Author: Northwestern University Feinberg School of Medicine
Northwestern Medicine scientists have developed an antibody that they believe can be used to treat muscular dystrophy, reducing muscle scarring in an animal model of the disease.
The Skin Biology and Diseases Resource-Based Center enables people to share their skills, develop expertise and facilitate research.
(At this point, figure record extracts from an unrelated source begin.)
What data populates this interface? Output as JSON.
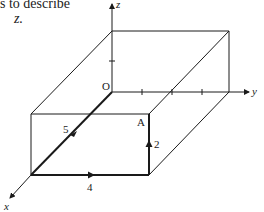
{
  "caption": {
    "line1": "s to describe",
    "line2": "z."
  },
  "diagram": {
    "type": "3d-cuboid-vector-path",
    "axes": {
      "x": "x",
      "y": "y",
      "z": "z"
    },
    "origin_label": "O",
    "point_label": "A",
    "vectors": [
      {
        "label": "5",
        "direction": "along x-axis"
      },
      {
        "label": "4",
        "direction": "along y-axis"
      },
      {
        "label": "2",
        "direction": "along z-axis"
      }
    ],
    "colors": {
      "line": "#1a1a1a",
      "background": "#ffffff"
    }
  }
}
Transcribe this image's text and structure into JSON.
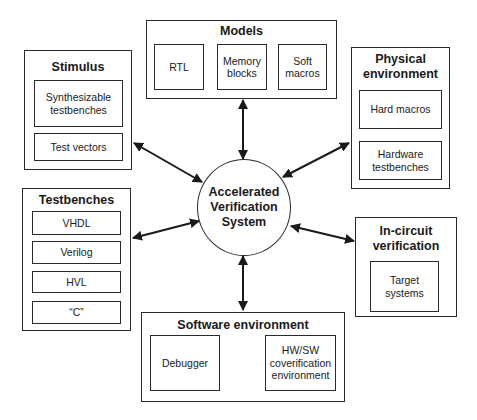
{
  "center": {
    "label": "Accelerated\nVerification\nSystem"
  },
  "groups": {
    "models": {
      "title": "Models",
      "items": [
        "RTL",
        "Memory\nblocks",
        "Soft\nmacros"
      ]
    },
    "stimulus": {
      "title": "Stimulus",
      "items": [
        "Synthesizable\ntestbenches",
        "Test vectors"
      ]
    },
    "physical": {
      "title": "Physical\nenvironment",
      "items": [
        "Hard macros",
        "Hardware\ntestbenches"
      ]
    },
    "testbenches": {
      "title": "Testbenches",
      "items": [
        "VHDL",
        "Verilog",
        "HVL",
        "“C”"
      ]
    },
    "incircuit": {
      "title": "In-circuit\nverification",
      "items": [
        "Target\nsystems"
      ]
    },
    "software": {
      "title": "Software environment",
      "items": [
        "Debugger",
        "HW/SW\ncoverification\nenvironment"
      ]
    }
  },
  "colors": {
    "line": "#2a2a2a",
    "background": "#ffffff",
    "text": "#1a1a1a"
  }
}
This article was originally published in the Breakthroughs Newsletter. Find more stories like this, as well as the Breakthroughs Podcast, on the Breakthroughs homepage Cardiovascular health isn’t just about the heart, or about the thousands of veins, arteries, and capillaries that provide oxygen and other nutrients to every corner of the body. According to Clyde Yancy, MD, MSc, the Magerstadt Professor and chief of Cardiology in the Department of Medicine, cardiovascular health involves an extraordinarily complex set of inputs which modern medicine has just begun to unravel. “It’s not just an inciting stimulus and then a disease, but it’s the aggregate,” said…
The Simpson Querrey Biomedical Research Center, which officially opened in mid-June, is designed to maximize collaboration and multi-disciplinary research efforts.